SharePoint 2013, 2016 and 2019 Architecture for a Failover Environment

There are two ways to set a failover SharePoint environment. This is also known as SharePoint disaster recovery plan. In case your farm goes down, you should have options to make it up in few seconds, minutes, hours or days depending on the approach which you select. There are three types of standby plans in SharePoint. The time and immediate effort to get a replacement farm up and running defines the standby type.

  1. Cold standby. A secondary data center that can provide availability within hours or days.
  2. Warm standby. A secondary data center that can provide availability within minutes or hours.
  3. Hot standby. A secondary data center that can provide availability within seconds or minutes.
Here we are discussing the Hot standby plans. The first approach, I consider it Hot standby because it immediately shifts to the secondary node of SQL for the desired database in few seconds only without engagement of any team member i.e. SharePoint, SQL or Network guys. This is less expensive method of standby. All you need is another SQL server for high availability. This method is now replaced by Always On availability groups. However previously mirroring was the only effective method in my opinion. The draw back for this method is, this is just the failover for SQL database. If all of your servers (SharePoint + SQL) resides on the same data center and disaster happens, the chances of recovery is minimized. Also, if any layer in the farm, i.e. Web Servers or App Servers are down, there is no backup for those servers in the farm.

However, the second standby approach takes a bit more effort to build and maintain, but its very effective. It could also take a few more minutes and need some resources from SharePoint + other teams to bring SharePoint back online for end users. The end users will have a continues delivery of services without facing any downtime.


1. Set a failover DB server
2. Build a hot standby SharePoint Farm


Set a Failover DB Server

  • Only one SharePoint farm.
  • Require an additional DB server along with a witness sql server.
  • It uses Database mirroring and only DB level backup exists in case of failure.
  • If any WFE or APP server get down or offline, you'll need to build that server again or fix the problem which may effect the traffic and have a downtime of hours or days, depending on the problem.
  • This approach can be used where you can buy time from client or users in setting up the farm.
  • Can take from minutes to days to recover from any outage.

Hot-Standby SharePoint Farm


  • Using AlwaysOn SQL feature (Enterprise version only).
  • Consists of two parallel SharePoint farms.
  • Requires equal number of servers with same roles in secondary farm as in primary farm. (as best approach)
  • All custom installations must be done on both farms.
  • Farm level DB and file system backups exists in case of failure.
  • Easy to switch on secondary farm in case of expected/unexpected outage.
  • In case any server in primary farm get down or offline, users can be switched to secondary farm immediately by changing IP's in DNS(slow process) or in NLB(fast process).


Activity → All lines in the data bearing the string "dining" should be identified and copied.

Material for this task →
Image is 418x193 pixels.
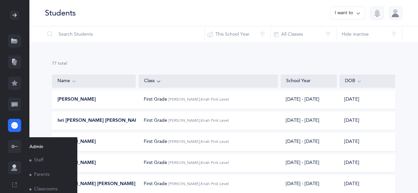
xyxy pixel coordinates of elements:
button: Hide inactive [336,26,402,42]
span: [PERSON_NAME] [57,96,96,103]
div: [DATE] - [DATE] [286,96,319,103]
div: [DATE] - [DATE] [286,118,319,124]
span: [PERSON_NAME], Kriah Pink Level [168,161,229,165]
a: Staff [29,153,66,168]
span: [PERSON_NAME] [PERSON_NAME] [57,181,135,188]
button: This School Year [204,26,271,42]
span: First Grade [144,160,167,165]
li: Admin [29,144,43,151]
span: First Grade [144,118,167,123]
span: [PERSON_NAME], Kriah Pink Level [168,139,229,144]
div: [DATE] [339,181,395,188]
iframe: Drift Widget Chat Controller [385,160,410,185]
a: Parents [29,168,66,182]
button: All Classes [270,26,336,42]
span: Ivri [PERSON_NAME] [PERSON_NAME] [57,118,143,124]
div: [DATE] - [DATE] [286,160,319,166]
div: [DATE] [339,139,395,145]
input: Search Students [45,26,205,42]
div: [DATE] - [DATE] [286,139,319,145]
span: [PERSON_NAME], Kriah Pink Level [168,182,229,186]
div: [DATE] [339,96,395,103]
div: Name [57,78,130,85]
span: [PERSON_NAME], Kriah Pink Level [168,97,229,102]
span: [PERSON_NAME], Kriah Pink Level [168,118,229,123]
span: total [58,61,67,66]
div: [DATE] [339,160,395,166]
span: First Grade [144,97,167,102]
div: Students [45,8,76,18]
div: 77 [52,61,395,67]
div: [DATE] [339,118,395,124]
span: First Grade [144,139,167,144]
button: I want to [330,7,365,20]
span: First Grade [144,181,167,187]
div: [DATE] - [DATE] [286,181,319,188]
div: DOB [345,78,390,85]
div: School Year [286,78,331,85]
div: Class [144,78,272,85]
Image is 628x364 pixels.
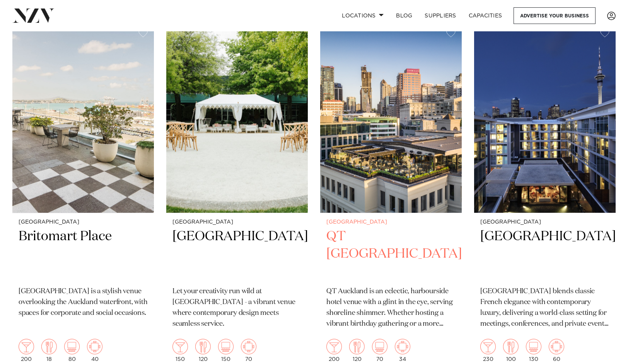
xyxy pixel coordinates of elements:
div: 230 [480,339,496,362]
div: 60 [549,339,564,362]
img: cocktail.png [19,339,34,354]
p: QT Auckland is an eclectic, harbourside hotel venue with a glint in the eye, serving shoreline sh... [327,286,455,329]
div: 130 [526,339,542,362]
div: 70 [372,339,388,362]
div: 34 [395,339,410,362]
small: [GEOGRAPHIC_DATA] [327,219,455,225]
a: Advertise your business [514,7,595,24]
a: BLOG [390,7,418,24]
div: 200 [327,339,342,362]
small: [GEOGRAPHIC_DATA] [480,219,609,225]
img: meeting.png [87,339,103,354]
div: 150 [173,339,188,362]
div: 200 [19,339,34,362]
img: theatre.png [372,339,388,354]
img: dining.png [503,339,518,354]
img: dining.png [41,339,57,354]
h2: QT [GEOGRAPHIC_DATA] [327,228,455,280]
img: meeting.png [241,339,257,354]
div: 70 [241,339,257,362]
img: theatre.png [526,339,542,354]
p: [GEOGRAPHIC_DATA] is a stylish venue overlooking the Auckland waterfront, with spaces for corpora... [19,286,148,319]
div: 150 [218,339,234,362]
h2: [GEOGRAPHIC_DATA] [173,228,301,280]
img: cocktail.png [173,339,188,354]
p: [GEOGRAPHIC_DATA] blends classic French elegance with contemporary luxury, delivering a world-cla... [480,286,609,329]
div: 18 [41,339,57,362]
img: meeting.png [395,339,410,354]
a: Capacities [463,7,509,24]
div: 40 [87,339,103,362]
img: meeting.png [549,339,564,354]
img: theatre.png [218,339,234,354]
div: 100 [503,339,518,362]
p: Let your creativity run wild at [GEOGRAPHIC_DATA] - a vibrant venue where contemporary design mee... [173,286,301,329]
small: [GEOGRAPHIC_DATA] [19,219,148,225]
div: 120 [349,339,365,362]
img: theatre.png [64,339,79,354]
img: dining.png [195,339,211,354]
div: 120 [195,339,211,362]
h2: Britomart Place [19,228,148,280]
a: Locations [335,7,390,24]
img: cocktail.png [327,339,342,354]
small: [GEOGRAPHIC_DATA] [173,219,301,225]
img: nzv-logo.png [12,8,55,22]
div: 80 [64,339,79,362]
img: cocktail.png [480,339,496,354]
h2: [GEOGRAPHIC_DATA] [480,228,609,280]
img: dining.png [349,339,365,354]
img: Sofitel Auckland Viaduct Harbour hotel venue [474,23,616,213]
a: SUPPLIERS [418,7,462,24]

Solved problem →
img: dining.png [503,339,518,354]
img: dining.png [41,339,57,354]
img: dining.png [195,339,211,354]
img: dining.png [349,339,365,354]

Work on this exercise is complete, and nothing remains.